Alvin Lucier – Parshall, Colorado, 1997. Photo: Amanda Lucier.
“A lot of my work is revealing sounds that are already there…”
Composer, educator, and writer Alvin Lucier was interviewed by Maggie Malloy for Second Inversion at the 2019 Big Ears Festival, where his music was performed by Joan La Barbara, the Ever Present Orchestra, and the composer himself.
In the interview, which features a recording of Lucier’s most iconic work I Am Sitting in a Room, Lucier discusses not only the music itself but how it is perceived and felt and what separates it from the work of his contemporaries. His work is experimental, dealing with the science of sound, playing with the wavelengths of sound itself and discovering how the physical dimensions it occupies changes its resonances.

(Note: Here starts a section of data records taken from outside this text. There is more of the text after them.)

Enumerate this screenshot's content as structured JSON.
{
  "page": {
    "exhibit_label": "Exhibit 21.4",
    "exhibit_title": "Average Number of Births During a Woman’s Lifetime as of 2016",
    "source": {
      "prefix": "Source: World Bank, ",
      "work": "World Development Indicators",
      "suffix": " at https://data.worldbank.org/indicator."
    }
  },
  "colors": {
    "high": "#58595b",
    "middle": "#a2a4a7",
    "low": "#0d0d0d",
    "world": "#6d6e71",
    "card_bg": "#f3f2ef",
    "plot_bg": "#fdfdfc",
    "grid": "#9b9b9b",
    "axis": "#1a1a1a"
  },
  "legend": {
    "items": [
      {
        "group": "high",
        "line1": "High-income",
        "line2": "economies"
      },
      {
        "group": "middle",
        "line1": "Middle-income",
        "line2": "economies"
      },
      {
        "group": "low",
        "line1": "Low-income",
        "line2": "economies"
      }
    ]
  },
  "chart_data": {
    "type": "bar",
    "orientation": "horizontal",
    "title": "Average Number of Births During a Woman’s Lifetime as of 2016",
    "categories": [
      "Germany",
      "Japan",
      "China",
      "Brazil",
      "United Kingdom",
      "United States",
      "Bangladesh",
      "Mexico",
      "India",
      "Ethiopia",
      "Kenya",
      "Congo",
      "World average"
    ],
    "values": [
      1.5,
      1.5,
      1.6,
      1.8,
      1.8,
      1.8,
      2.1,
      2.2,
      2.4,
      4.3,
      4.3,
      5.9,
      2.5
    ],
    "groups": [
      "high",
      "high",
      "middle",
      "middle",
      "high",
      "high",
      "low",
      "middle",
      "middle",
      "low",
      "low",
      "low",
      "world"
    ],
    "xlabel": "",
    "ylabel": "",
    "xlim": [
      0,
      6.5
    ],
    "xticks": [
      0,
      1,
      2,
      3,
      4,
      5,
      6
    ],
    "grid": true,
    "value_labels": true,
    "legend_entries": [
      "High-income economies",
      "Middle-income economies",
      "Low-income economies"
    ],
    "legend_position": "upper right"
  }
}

Alvin Lucier is John Spencer Camp Professor of Music, Emeritus, at Wesleyan University, where he taught from 1968 to 2011. Recipient of the Lifetime Achievement Award by the Society for Electro-Acoustic Music in the United States, Lucier was the guest composer at the Tectonics Festival in Glasgow and the Ultima Festival in Oslo, gave a portrait concert at the Louvre, Paris, was honored by a three-day festival of his works at the Stedelijk Museum, Amsterdam.
Books by Alvin Lucier
Music 109: Notes on Experimental Music
Eight Lectures on Experimental Music
To listen to recordings of his music, visit Alvin Lucier’s webpage.